Please give again, exactly, every line of the material from the one containing "The width and height of the screenshot is (613, 868)." to the end, including both of those lines.

^^^^^^^^

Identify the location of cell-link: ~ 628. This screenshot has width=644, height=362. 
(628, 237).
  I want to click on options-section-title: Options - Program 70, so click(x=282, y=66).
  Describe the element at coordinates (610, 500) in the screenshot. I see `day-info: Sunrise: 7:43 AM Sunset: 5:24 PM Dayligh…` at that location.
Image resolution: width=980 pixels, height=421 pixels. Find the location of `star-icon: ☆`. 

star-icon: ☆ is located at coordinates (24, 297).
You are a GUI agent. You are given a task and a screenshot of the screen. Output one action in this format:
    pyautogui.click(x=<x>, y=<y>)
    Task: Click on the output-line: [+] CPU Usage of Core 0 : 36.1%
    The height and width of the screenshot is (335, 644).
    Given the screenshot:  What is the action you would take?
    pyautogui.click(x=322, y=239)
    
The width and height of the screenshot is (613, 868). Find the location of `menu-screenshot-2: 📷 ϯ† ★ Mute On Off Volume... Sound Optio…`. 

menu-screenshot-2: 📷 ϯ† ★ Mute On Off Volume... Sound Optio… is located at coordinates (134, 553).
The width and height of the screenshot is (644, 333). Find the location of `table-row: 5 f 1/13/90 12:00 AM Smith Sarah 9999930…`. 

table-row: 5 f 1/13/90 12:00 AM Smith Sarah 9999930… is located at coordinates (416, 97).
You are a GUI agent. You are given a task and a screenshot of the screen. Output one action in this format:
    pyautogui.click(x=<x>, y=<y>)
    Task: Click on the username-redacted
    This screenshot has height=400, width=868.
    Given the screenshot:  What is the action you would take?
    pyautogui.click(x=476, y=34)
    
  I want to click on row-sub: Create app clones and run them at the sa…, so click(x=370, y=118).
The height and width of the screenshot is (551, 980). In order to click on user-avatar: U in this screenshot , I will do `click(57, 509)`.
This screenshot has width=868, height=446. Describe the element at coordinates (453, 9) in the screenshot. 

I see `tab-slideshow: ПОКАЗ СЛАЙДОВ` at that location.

^^^^^^^^

• **Solution to the exercise**
The width and height of the screenshot is (613, 868). Find the location of `menu-screenshot-2: 📷 ϯ† ★ Mute On Off Volume... Sound Optio…`. 

menu-screenshot-2: 📷 ϯ† ★ Mute On Off Volume... Sound Optio… is located at coordinates (134, 553).
The width and height of the screenshot is (644, 333). Find the location of `table-row: 5 f 1/13/90 12:00 AM Smith Sarah 9999930…`. 

table-row: 5 f 1/13/90 12:00 AM Smith Sarah 9999930… is located at coordinates (416, 97).
You are a GUI agent. You are given a task and a screenshot of the screen. Output one action in this format:
    pyautogui.click(x=<x>, y=<y>)
    Task: Click on the username-redacted
    This screenshot has height=400, width=868.
    Given the screenshot:  What is the action you would take?
    pyautogui.click(x=476, y=34)
    
  I want to click on row-sub: Create app clones and run them at the sa…, so click(x=370, y=118).
The height and width of the screenshot is (551, 980). In order to click on user-avatar: U in this screenshot , I will do `click(57, 509)`.
This screenshot has width=868, height=446. Describe the element at coordinates (453, 9) in the screenshot. 

I see `tab-slideshow: ПОКАЗ СЛАЙДОВ` at that location.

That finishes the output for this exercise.